Through the second half of 1984, Gagne booked Zenk on average two to three nights a month. Gagne had a reputation for paying his wrestlers fairly, with Zenk earning around $700 per night. Tom supplemented this with night-club bouncing (at $50 a night). Wally Karbo told him "Sure, go and do bouncing, but if you ever get beat, don't come back here". His approach to bouncing was to let troublemakers know "you're bigger than me and we don't want to fight" - but if they persisted, Zenk would turn them round and clamp on a sleeper hold.
As a young journeyman Zenk spent much of 1984 "paying dues" in preliminary bouts (see AWA Match Results). In general, established stars were reluctant to work with journeymen, partly because defeating a rookie added little to their prestige. But there was also a heightened risk of being injured by a new worker or upstaged by a younger man anxious to get ahead. Despite this, Zenk received the rare compliment of being booked with top AWA performers. According to Zenk - " I think I was cut a lot of slack sometimes because I was humble around the boys - and in the AWA I was from Robbinsdale like the rest of the guys, Vern Gagne, Larry the Axe, Curt... "
Bookings included
numerous matches against AWA Heavyweight Champion Nick
Bockwinkel, AWA Light Heavyweight
Champion Steve
Regal, Harley Race, Jimmy
Garvin, Michael
Hayes, Super
Destroyer
Butch Reed, Larry Zbyszko and the veteran Ray 'Crippler' Stevens.

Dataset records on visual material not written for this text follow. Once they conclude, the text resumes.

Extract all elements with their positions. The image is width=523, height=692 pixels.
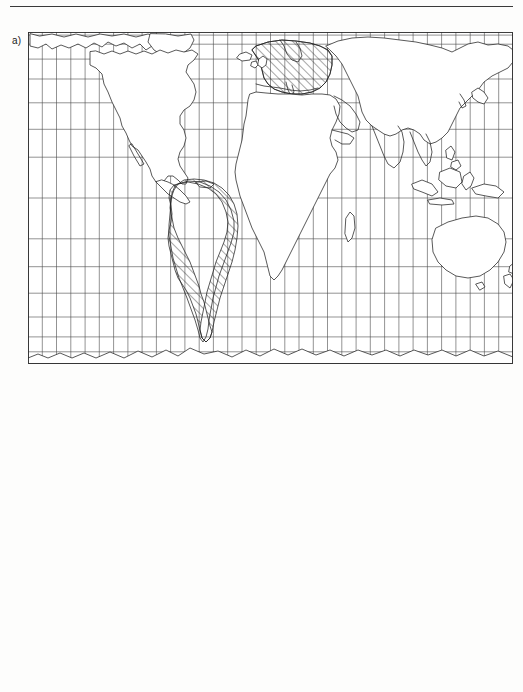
- figure-page: a): [0, 0, 523, 692]
- top-rule-divider: [10, 6, 513, 7]
- map-panel-a: a): [0, 14, 523, 359]
- panel-label-a: a): [12, 36, 21, 46]
- world-map-equal-area: [28, 32, 513, 364]
- map-panel-b: b): [0, 365, 523, 692]
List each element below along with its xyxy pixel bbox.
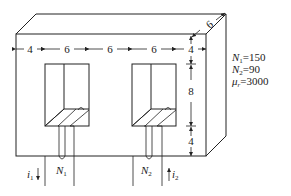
dim-bottom-yoke: 4 [188,135,194,147]
dim-window-height: 8 [188,85,194,97]
dim-right-leg: 4 [188,43,194,55]
window-2 [132,64,176,126]
winding-2-label: N2 [140,164,152,178]
winding-1-coil [45,108,89,187]
magnetic-core-diagram: 4 6 6 6 4 6 8 4 N1=150 N2=90 μr=3000 [0,0,291,196]
top-dimension-row: 4 6 6 6 4 [16,43,206,55]
dim-left-leg: 4 [27,43,33,55]
depth-dimension: 6 [192,13,225,37]
svg-text:i2: i2 [172,168,179,182]
label-mu: μr=3000 [231,75,269,89]
winding-1-label: N1 [55,164,67,178]
dim-center-leg: 6 [107,43,113,55]
dim-window-2: 6 [151,43,157,55]
window-1 [45,64,89,126]
current-i1: i1 [27,168,38,182]
parameter-labels: N1=150 N2=90 μr=3000 [231,51,269,89]
dim-depth: 6 [203,18,215,31]
current-i2: i2 [169,168,179,182]
dim-window-1: 6 [64,43,70,55]
svg-text:i1: i1 [27,168,34,182]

"Steve Regal (AWA light heavyweight champion) was a really great worker for a rookie to work with. He could set your mind at ease, talk to you in the ring, and go at a pace you could follow and not blow up." Jimmy Garvin was similarly easy to work with. Bockwinkel sold for Zenk generously in a memorable televised match, but Zenk found Bockwinkel " clunky to work with when compared to [former AWA Heavyweight Champion] Harley Race. Harley was the best of the best, smooth, like a feather, great timing and great pace in the ring. Harley had it all, just what the promoters wanted."
In tag action Zenk teamed with his friend Curt Hennig against competition including AWA Tag Champions The Road Warriors, The Freebirds and the team of Bockwinkel and Mr Saito.
By the end of 1984
people were beginning to take serious notice of Tom Zenk's ring work.

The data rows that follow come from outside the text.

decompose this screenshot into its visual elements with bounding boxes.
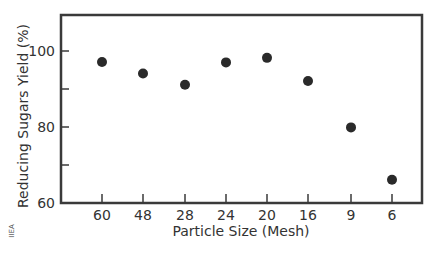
x-tick-label: 9 <box>347 207 356 223</box>
x-tick-label: 28 <box>176 207 194 223</box>
data-point <box>262 53 272 63</box>
x-tick-label: 20 <box>258 207 276 223</box>
x-tick-label: 24 <box>217 207 235 223</box>
x-axis-tick-labels: 60482824201696 <box>93 207 396 223</box>
y-tick-label: 60 <box>37 195 55 211</box>
y-tick-label: 100 <box>28 43 55 59</box>
data-point <box>303 76 313 86</box>
x-tick-label: 16 <box>299 207 317 223</box>
data-point <box>138 68 148 78</box>
x-tick-label: 48 <box>134 207 152 223</box>
y-tick-label: 80 <box>37 119 55 135</box>
x-axis-title: Particle Size (Mesh) <box>172 223 309 239</box>
data-points <box>97 53 397 185</box>
scatter-chart: 6080100 60482824201696 Particle Size (Me… <box>0 0 438 254</box>
data-point <box>221 57 231 67</box>
data-point <box>97 57 107 67</box>
data-point <box>180 80 190 90</box>
data-point <box>387 175 397 185</box>
x-axis-ticks <box>102 194 392 203</box>
x-tick-label: 6 <box>388 207 397 223</box>
credit-label: IIEA <box>8 224 16 238</box>
y-axis-tick-labels: 6080100 <box>28 43 55 211</box>
x-tick-label: 60 <box>93 207 111 223</box>
plot-frame <box>61 15 422 203</box>
data-point <box>346 122 356 132</box>
y-axis-title: Reducing Sugars Yield (%) <box>15 24 31 208</box>
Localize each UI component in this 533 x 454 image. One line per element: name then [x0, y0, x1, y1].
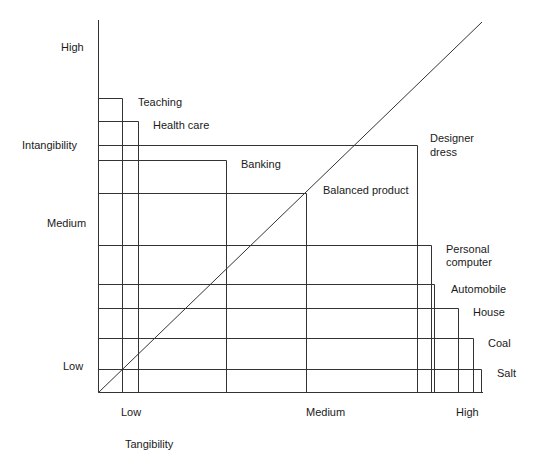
y-tick-high: High [61, 41, 84, 54]
label-balanced-product: Balanced product [323, 184, 409, 197]
label-house: House [473, 306, 505, 319]
y-axis-label: Intangibility [22, 139, 77, 152]
box-health-care [99, 122, 139, 393]
label-coal: Coal [488, 337, 511, 350]
box-house [99, 309, 459, 393]
x-axis-label: Tangibility [125, 438, 173, 451]
x-tick-medium: Medium [306, 406, 345, 419]
box-designer-dress [99, 146, 418, 393]
x-tick-high: High [456, 406, 479, 419]
label-banking: Banking [241, 158, 281, 171]
balance-diagonal [99, 22, 483, 393]
label-designer-dress-line2: dress [430, 146, 457, 159]
box-banking [99, 161, 227, 393]
label-personal-computer-line2: computer [446, 256, 492, 269]
box-personal-computer [99, 246, 432, 393]
label-automobile: Automobile [451, 283, 506, 296]
label-designer-dress-line1: Designer [430, 132, 474, 145]
label-salt: Salt [497, 367, 516, 380]
x-tick-low: Low [121, 406, 141, 419]
label-health-care: Health care [153, 119, 209, 132]
box-salt [99, 370, 482, 393]
y-tick-low: Low [63, 360, 83, 373]
label-teaching: Teaching [138, 96, 182, 109]
label-personal-computer-line1: Personal [446, 243, 489, 256]
y-tick-medium: Medium [47, 217, 86, 230]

Dave Meltzer's Wrestling Observer Newsletter recognized Zenk's
talent early, jointly awarding both Zenk and Keiichi Yamada (Jushin "Thunder"

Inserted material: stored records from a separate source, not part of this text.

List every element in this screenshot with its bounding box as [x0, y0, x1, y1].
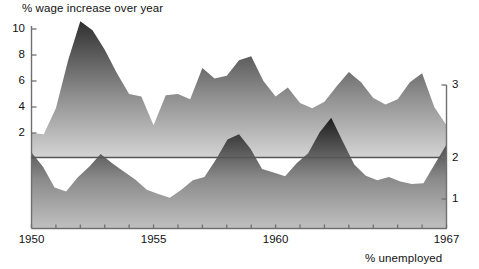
left-axis-tick-label: 10 [9, 22, 25, 34]
right-axis-tick-label: 1 [452, 192, 468, 204]
plot-areas [32, 21, 447, 228]
right-axis-tick-label: 2 [452, 151, 468, 163]
left-axis-tick-label: 4 [9, 100, 25, 112]
x-axis-tick-label: 1955 [132, 233, 176, 245]
chart-canvas [0, 0, 479, 269]
left-axis-tick-label: 6 [9, 74, 25, 86]
right-axis-tick-label: 3 [452, 78, 468, 90]
phillips-curve-figure: % wage increase over year % unemployed 1… [0, 0, 479, 269]
left-axis-tick-label: 2 [9, 126, 25, 138]
x-axis-title-unemployed: % unemployed [365, 252, 442, 264]
left-axis-tick-label: 8 [9, 48, 25, 60]
y-axis-title-wage: % wage increase over year [22, 2, 163, 14]
x-axis-tick-label: 1967 [425, 233, 469, 245]
x-axis-tick-label: 1960 [254, 233, 298, 245]
x-axis-tick-label: 1950 [10, 233, 54, 245]
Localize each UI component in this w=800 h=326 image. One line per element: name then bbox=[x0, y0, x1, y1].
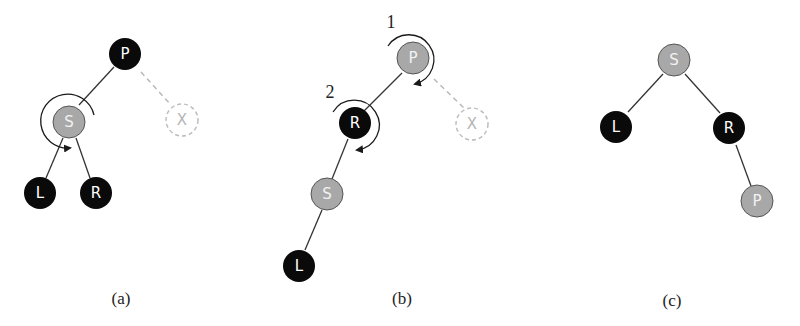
node-label: L bbox=[612, 118, 621, 136]
node-label: S bbox=[669, 51, 679, 69]
node-p: P bbox=[741, 185, 773, 217]
node-label: L bbox=[295, 257, 304, 275]
rotation-step-1: 1 bbox=[387, 12, 396, 32]
rotation-step-2: 2 bbox=[326, 82, 335, 102]
node-label: P bbox=[408, 49, 417, 67]
node-s: S bbox=[53, 106, 85, 138]
node-label: P bbox=[120, 45, 129, 63]
node-s: S bbox=[658, 44, 690, 76]
edge-r-s bbox=[332, 139, 348, 179]
node-label: R bbox=[91, 184, 101, 202]
node-s: S bbox=[311, 178, 343, 210]
edge-s-l bbox=[628, 74, 663, 112]
node-p: P bbox=[109, 38, 141, 70]
node-label: X bbox=[467, 115, 477, 133]
panel-c: S L R P (c) bbox=[600, 44, 773, 310]
edge-s-r bbox=[76, 138, 90, 178]
panel-b: 1 2 P R X S L (b) bbox=[283, 12, 488, 308]
node-p: P bbox=[397, 42, 429, 74]
node-label: P bbox=[752, 192, 761, 210]
node-l: L bbox=[24, 177, 56, 209]
node-r: R bbox=[339, 107, 371, 139]
edge-p-x-dashed bbox=[434, 79, 464, 108]
node-label: S bbox=[64, 113, 74, 131]
node-l: L bbox=[600, 111, 632, 143]
edge-s-r bbox=[685, 74, 720, 113]
edge-r-p bbox=[736, 145, 751, 186]
node-l: L bbox=[283, 250, 315, 282]
panel-a: P S X L R (a) bbox=[24, 38, 198, 308]
node-x-ghost: X bbox=[456, 108, 488, 140]
node-label: X bbox=[177, 111, 187, 129]
node-x-ghost: X bbox=[166, 104, 198, 136]
node-r: R bbox=[80, 177, 112, 209]
caption-a: (a) bbox=[112, 289, 131, 308]
tree-rotation-diagram: P S X L R (a) 1 2 bbox=[0, 0, 800, 326]
edge-p-x-dashed bbox=[141, 72, 171, 105]
node-label: S bbox=[322, 185, 332, 203]
node-label: R bbox=[350, 114, 360, 132]
edge-p-r bbox=[362, 73, 402, 113]
caption-b: (b) bbox=[392, 289, 412, 308]
caption-c: (c) bbox=[663, 291, 682, 310]
node-label: L bbox=[36, 184, 45, 202]
node-r: R bbox=[713, 112, 745, 144]
node-label: R bbox=[724, 119, 734, 137]
edge-s-l bbox=[305, 210, 322, 250]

Liger of New Japan Pro Wrestling) the 1984 "Rookie of the Year" Award.
The AWA responded, awarding Zenk the title of most improved wrestler in
the promotion. Meanwhile a wrestling newsletter of the time (August 1984)
speculated that "as Steve Regal moves on (possibly before year's end) Zenk
will be the new AWA light heavyweight champ."
Despite this, there was never any real chance that Zenk would prosper in the Gagne family promotion. Hogan had abandoned AWA in late 1983 in frustration at failing to be pushed over the ageing Bockwinkel. It remains an open question how Bockwinkel came to be so carried away by the moment, so blurred in his judgement, as to refuse to let Hogan beat him for the belt. But the final responsibility lay with Verne Gagne whose booking had always been heavily influenced by ties of family and friendship.
Typecast as a 'face', there was simply no question of Gagne pushing Zenk to top babyface ahead of his own son Greg or Larry Hennig's son Curt. In the unlikely event that imaginative AWA booking had cast Zenk as 'heel', there was, again, no question of him ever being pushed ahead of Gagne's son-in-law Larry Zbyszko. As Jim Brunzell told Zenk, Minneapolis MN was 'Gagne town.' To work in MN at all, Zenk was forced to accept billing "from Phoenix (or Tempe) Arizona." There could only be one spot for a 'home town hero' in AWA - and that spot was reserved exclusively for Greg Gagne.